Huipeng Huang

LG
h-index4
3papers
1citation
Novelty63%
AI Score44

3 Papers

LGJan 30
HyPAC: Cost-Efficient LLMs-Human Hybrid Annotation with PAC Error Guarantees

Hao Zeng, Huipeng Huang, Xinhao Qu et al.

Data annotation often involves multiple sources with different cost-quality trade-offs, such as fast large language models (LLMs), slow reasoning models, and human experts. In this work, we study the problem of routing inputs to the most cost-efficient annotation source while controlling the labeling error on test instances. We propose \textbf{HyPAC}, a method that adaptively labels inputs to the most cost-efficient annotation source while providing distribution-free guarantees on annotation error. HyPAC calibrates two decision thresholds using importance sampling and upper confidence bounds, partitioning inputs into three regions based on uncertainty and routing each to the appropriate annotation source. We prove that HyPAC achieves the minimum expected cost with a probably approximately correct (PAC) guarantee on the annotation error, free of data distribution and pre-trained models. Experiments on common benchmarks demonstrate the effectiveness of our method, reducing the annotation cost by 78.51\% while tightly controlling the annotation error.

LGJan 30
Distribution-informed Efficient Conformal Prediction for Full Ranking

Wenbo Liao, Huipeng Huang, Chen Jia et al.

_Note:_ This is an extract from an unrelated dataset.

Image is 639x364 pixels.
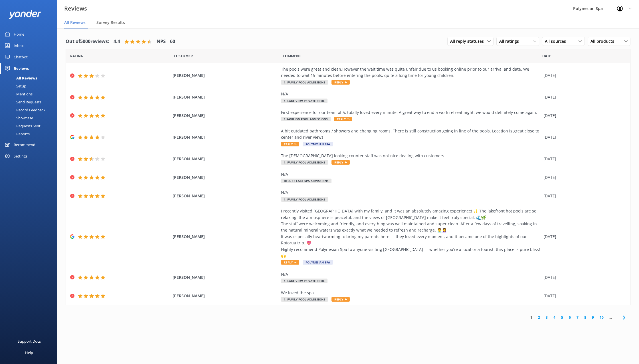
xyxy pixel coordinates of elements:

Quantifying uncertainty is critical for the safe deployment of ranking models in real-world applications. Recent work offers a rigorous solution using conformal prediction in a full ranking scenario, which aims to construct prediction sets for the absolute ranks of test items based on the relative ranks of calibration items. However, relying on upper bounds of non-conformity scores renders the method overly conservative, resulting in substantially large prediction sets. To address this, we propose Distribution-informed Conformal Ranking (DCR), which produces efficient prediction sets by deriving the exact distribution of non-conformity scores. In particular, we find that the absolute ranks of calibration items follow Negative Hypergeometric distributions, conditional on their relative ranks. DCR thus uses the rank distribution to derive non-conformity score distribution and determine conformal thresholds. We provide theoretical guarantees that DCR achieves improved efficiency over the baseline while ensuring valid coverage under mild assumptions. Extensive experiments demonstrate the superiority of DCR, reducing average prediction set size by up to 36%, while maintaining valid coverage.

LGOct 16, 2025
Selective Labeling with False Discovery Rate Control

Huipeng Huang, Wenbo Liao, Huajun Xi et al.

Obtaining high-quality labels for large datasets is expensive, requiring massive annotations from human experts. While AI models offer a cost-effective alternative by predicting labels, their label quality is compromised by the unavoidable labeling errors. Existing methods mitigate this issue through selective labeling, where AI labels a subset and human labels the remainder. However, these methods lack theoretical guarantees on the quality of AI-assigned labels, often resulting in unacceptably high labeling error within the AI-labeled subset. To address this, we introduce \textbf{Conformal Labeling}, a novel method to identify instances where AI predictions can be provably trusted. This is achieved by controlling the false discovery rate (FDR), the proportion of incorrect labels within the selected subset. In particular, we construct a conformal $p$-value for each test instance by comparing AI models' predicted confidence to those of calibration instances mislabeled by AI models. Then, we select test instances whose $p$-values are below a data-dependent threshold, certifying AI models' predictions as trustworthy. We provide theoretical guarantees that Conformal Labeling controls the FDR below the nominal level, ensuring that a predefined fraction of AI-assigned labels is correct on average. Extensive experiments demonstrate that our method achieves tight FDR control with high power across various tasks, including image and text labeling, and LLM QA.